Former Title VIII Research Scholar

    Term

    January 3, 2019 — August 14, 2019

    Professional affiliation

    Assistant Professor, University of Minnesota Duluth; Former Title VIII Summer Research Scholar

    This research focuses on the experiences of millions of Soviet civilians forced to abandon their homes in the western regions of the USSR following the Nazi invasion and relocate to the Soviet hinterland for the duration of the war. The project re-conceptualizes the history of the war in the Soviet Union by demonstrating how wartime displacement fractured social bonds, stimulated the creation of new social networks, and brought about a re-calibration of the terms of belonging, citizenship, and identity in Soviet society. This study advances our understanding of legacies of the war and the impact of population displacement in the states and societies of the former USSR.

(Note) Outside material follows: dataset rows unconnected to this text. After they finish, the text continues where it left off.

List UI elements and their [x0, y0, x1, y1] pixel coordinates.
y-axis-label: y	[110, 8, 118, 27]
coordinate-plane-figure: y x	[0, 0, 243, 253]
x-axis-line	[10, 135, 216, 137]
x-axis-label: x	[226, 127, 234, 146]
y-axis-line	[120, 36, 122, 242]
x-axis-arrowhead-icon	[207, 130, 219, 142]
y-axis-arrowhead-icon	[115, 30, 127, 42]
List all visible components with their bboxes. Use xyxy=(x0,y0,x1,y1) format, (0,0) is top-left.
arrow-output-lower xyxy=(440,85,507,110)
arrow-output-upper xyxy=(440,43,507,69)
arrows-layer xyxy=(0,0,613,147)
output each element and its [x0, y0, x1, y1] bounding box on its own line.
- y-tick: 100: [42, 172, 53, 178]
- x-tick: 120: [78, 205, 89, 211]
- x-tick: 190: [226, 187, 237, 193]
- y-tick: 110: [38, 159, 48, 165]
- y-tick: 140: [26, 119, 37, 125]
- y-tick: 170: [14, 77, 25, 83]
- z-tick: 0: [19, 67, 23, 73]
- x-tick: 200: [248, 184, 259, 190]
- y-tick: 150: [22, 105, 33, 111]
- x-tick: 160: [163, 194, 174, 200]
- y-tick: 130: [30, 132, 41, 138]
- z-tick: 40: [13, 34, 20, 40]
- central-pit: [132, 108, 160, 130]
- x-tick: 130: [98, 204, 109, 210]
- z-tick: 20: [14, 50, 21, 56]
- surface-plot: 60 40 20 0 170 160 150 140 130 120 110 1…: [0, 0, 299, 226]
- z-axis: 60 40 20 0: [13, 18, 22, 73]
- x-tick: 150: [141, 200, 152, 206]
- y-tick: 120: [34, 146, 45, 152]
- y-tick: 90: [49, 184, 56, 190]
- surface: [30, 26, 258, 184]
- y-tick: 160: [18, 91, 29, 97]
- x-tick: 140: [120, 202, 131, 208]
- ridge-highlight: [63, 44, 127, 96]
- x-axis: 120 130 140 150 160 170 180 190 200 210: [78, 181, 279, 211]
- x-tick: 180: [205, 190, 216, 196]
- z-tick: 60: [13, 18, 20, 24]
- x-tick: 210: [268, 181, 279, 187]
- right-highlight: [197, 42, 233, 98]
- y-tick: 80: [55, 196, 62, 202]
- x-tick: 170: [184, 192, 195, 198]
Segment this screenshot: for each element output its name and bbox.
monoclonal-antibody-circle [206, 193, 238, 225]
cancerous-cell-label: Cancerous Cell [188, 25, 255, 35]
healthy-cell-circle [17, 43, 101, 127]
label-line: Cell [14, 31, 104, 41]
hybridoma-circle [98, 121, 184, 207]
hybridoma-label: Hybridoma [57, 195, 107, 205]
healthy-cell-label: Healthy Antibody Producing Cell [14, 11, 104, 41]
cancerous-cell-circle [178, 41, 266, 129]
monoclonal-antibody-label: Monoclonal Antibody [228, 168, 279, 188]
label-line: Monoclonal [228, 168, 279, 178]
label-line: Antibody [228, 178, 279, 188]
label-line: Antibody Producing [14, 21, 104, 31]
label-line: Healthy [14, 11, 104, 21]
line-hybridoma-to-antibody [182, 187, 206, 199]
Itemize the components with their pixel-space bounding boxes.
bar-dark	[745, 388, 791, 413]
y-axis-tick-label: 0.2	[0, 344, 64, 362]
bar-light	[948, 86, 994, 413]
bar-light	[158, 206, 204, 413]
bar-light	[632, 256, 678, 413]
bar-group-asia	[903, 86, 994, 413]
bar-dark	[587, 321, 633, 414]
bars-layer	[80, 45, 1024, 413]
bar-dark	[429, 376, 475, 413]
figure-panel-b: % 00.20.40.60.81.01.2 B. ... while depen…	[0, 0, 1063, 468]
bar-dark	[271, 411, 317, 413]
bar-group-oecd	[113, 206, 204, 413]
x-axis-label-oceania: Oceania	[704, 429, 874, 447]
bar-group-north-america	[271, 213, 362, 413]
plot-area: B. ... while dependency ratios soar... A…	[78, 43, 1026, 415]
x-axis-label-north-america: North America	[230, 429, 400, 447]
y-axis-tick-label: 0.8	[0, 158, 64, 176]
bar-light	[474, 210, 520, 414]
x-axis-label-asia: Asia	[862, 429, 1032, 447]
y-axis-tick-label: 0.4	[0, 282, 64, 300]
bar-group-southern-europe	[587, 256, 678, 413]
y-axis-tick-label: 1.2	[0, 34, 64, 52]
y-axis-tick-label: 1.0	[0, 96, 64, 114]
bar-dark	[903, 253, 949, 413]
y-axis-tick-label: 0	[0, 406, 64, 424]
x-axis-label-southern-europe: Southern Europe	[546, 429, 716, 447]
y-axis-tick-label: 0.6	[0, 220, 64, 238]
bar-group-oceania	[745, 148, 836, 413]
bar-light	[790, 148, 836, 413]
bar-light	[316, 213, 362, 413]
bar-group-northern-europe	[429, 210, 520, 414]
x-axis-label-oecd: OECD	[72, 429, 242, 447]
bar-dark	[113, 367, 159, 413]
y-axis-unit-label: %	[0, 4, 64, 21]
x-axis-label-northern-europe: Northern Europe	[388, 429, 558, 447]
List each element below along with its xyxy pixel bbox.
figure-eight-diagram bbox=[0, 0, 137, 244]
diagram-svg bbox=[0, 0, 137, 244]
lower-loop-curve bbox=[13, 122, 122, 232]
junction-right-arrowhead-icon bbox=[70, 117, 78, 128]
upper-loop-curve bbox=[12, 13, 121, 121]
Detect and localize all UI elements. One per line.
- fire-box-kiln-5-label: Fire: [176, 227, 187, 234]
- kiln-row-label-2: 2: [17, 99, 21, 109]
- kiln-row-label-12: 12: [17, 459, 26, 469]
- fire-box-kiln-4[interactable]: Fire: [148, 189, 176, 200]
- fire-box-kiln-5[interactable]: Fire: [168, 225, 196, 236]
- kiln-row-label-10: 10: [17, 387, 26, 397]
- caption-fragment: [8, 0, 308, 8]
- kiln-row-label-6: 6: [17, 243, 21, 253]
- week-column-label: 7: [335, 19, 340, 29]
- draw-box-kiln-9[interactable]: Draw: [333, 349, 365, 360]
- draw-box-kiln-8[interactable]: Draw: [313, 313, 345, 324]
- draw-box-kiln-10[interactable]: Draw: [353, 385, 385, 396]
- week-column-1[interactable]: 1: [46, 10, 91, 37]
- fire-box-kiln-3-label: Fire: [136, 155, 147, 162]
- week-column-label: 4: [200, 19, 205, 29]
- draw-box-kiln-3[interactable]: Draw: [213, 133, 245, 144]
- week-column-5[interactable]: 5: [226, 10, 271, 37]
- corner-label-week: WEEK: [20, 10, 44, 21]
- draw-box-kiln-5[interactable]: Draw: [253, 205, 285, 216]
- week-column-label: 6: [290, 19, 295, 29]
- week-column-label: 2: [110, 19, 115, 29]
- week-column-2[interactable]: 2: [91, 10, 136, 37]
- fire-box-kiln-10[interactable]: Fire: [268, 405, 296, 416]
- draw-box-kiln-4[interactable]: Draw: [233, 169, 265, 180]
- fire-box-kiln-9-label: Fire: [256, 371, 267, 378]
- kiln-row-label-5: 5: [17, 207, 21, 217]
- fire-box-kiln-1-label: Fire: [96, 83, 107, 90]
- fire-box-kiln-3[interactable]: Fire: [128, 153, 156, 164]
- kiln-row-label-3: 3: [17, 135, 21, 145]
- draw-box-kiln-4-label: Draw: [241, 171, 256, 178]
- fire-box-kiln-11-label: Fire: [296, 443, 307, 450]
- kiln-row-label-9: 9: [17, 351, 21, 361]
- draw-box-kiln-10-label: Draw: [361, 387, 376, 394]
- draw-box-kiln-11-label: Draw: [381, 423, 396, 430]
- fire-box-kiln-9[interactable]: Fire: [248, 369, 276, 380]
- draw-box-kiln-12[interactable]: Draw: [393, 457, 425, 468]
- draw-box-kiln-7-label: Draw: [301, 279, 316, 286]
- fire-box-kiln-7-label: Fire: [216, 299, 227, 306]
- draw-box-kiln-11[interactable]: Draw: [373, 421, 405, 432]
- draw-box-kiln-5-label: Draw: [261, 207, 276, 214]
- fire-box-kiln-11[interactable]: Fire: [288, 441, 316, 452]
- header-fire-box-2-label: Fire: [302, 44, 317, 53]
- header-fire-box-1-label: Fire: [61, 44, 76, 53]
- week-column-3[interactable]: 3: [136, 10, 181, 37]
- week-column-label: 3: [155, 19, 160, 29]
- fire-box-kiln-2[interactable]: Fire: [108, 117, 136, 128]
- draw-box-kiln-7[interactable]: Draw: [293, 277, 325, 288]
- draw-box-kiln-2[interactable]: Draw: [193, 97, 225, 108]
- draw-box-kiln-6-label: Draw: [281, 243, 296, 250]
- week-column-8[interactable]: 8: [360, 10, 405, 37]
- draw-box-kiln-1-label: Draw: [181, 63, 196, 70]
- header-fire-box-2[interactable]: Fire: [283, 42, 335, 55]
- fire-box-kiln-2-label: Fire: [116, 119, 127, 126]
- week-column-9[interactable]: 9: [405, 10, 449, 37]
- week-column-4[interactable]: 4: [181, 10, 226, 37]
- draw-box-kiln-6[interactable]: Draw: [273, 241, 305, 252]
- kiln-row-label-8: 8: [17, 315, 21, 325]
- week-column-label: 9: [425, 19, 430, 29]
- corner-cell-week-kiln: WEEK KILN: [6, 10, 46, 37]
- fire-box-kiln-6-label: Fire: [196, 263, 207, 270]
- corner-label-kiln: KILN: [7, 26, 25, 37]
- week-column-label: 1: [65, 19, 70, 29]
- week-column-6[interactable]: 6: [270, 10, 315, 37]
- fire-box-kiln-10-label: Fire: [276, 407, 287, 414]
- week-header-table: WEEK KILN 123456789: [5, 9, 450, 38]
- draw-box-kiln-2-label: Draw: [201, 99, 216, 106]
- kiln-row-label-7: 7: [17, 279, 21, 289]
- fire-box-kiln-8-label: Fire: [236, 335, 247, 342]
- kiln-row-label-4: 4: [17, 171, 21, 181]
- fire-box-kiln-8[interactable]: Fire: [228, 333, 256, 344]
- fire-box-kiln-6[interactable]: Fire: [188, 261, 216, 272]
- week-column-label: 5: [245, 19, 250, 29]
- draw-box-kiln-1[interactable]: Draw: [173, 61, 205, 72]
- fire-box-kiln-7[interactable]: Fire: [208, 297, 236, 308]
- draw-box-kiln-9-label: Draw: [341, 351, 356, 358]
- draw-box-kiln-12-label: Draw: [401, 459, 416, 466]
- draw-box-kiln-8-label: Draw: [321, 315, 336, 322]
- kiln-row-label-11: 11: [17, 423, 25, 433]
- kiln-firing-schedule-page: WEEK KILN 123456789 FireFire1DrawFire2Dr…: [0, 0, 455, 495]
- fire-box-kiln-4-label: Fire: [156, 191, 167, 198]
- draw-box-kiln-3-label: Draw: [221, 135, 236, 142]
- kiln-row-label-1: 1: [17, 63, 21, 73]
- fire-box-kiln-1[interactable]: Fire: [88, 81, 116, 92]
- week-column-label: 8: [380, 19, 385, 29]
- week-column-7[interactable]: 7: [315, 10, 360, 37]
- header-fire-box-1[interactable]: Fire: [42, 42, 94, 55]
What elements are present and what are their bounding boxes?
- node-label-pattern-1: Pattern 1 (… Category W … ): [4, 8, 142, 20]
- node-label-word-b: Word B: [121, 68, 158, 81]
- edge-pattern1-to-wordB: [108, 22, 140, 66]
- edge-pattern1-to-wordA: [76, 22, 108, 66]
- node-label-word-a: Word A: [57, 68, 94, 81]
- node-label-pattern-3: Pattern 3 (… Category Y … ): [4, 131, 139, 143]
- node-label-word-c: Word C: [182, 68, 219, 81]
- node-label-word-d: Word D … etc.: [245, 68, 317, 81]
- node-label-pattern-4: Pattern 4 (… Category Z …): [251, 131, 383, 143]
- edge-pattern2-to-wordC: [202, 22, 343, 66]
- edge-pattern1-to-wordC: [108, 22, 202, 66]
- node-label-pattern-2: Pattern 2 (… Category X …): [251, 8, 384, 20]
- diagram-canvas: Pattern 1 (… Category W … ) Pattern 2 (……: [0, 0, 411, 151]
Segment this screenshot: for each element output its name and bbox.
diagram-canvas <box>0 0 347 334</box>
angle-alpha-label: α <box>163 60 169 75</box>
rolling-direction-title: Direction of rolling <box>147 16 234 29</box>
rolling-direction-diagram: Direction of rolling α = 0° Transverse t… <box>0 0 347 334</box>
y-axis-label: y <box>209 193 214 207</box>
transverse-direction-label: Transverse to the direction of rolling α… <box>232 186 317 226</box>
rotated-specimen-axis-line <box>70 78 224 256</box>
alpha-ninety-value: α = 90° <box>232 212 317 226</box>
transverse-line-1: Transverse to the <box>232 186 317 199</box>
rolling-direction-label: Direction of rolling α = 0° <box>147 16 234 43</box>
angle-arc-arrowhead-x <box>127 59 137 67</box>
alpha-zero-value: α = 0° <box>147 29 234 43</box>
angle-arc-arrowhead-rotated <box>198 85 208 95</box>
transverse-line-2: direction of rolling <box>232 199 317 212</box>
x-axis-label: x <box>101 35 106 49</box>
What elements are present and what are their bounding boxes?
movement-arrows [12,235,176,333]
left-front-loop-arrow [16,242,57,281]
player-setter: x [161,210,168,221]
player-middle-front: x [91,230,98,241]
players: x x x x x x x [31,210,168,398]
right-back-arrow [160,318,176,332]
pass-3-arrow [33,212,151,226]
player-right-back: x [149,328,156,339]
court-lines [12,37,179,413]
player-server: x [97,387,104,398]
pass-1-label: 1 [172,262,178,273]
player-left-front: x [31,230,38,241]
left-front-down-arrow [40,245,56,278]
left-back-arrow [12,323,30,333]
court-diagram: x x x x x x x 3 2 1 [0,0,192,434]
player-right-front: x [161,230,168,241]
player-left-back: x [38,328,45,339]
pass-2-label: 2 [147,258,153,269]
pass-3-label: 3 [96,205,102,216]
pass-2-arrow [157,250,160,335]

    Wilson Center Projects

    “Encounters in the East: Evacuees in the Soviet Hinterland During the Second World War”

    Full Biography

    Natalie Belsky received her PhD in History from the University of Chicago in 2014. She completed her undergraduate studies at New York University. Her research interests include Soviet history, Soviet Jewish history, nationalism and minority politics in the Soviet Union, borderlands studies, the Holocaust, and displacement and migration. She has conducted research in Russia, Kazakhstan and the United States. Her research has been supported by numerous organizations, including the Center of Advanced Holocaust Studies at the USHMM, the Social Science Research Council, and the American Councils for International Education. Her current project examines the experiences of evacuees in the Soviet Union during the Second World War.

    Major Publications

    “Fraught Friendships: Polish and Soviet Jews on the Soviet Home Front During the Second World War,” Shelter from the Holocaust: Rethinking Jewish Survival in the Soviet Union, eds. Mark Edele, Sheila Fitzpatrick, and Atina Grossmann (Wayne State University Press, 2017), pgs.161-184.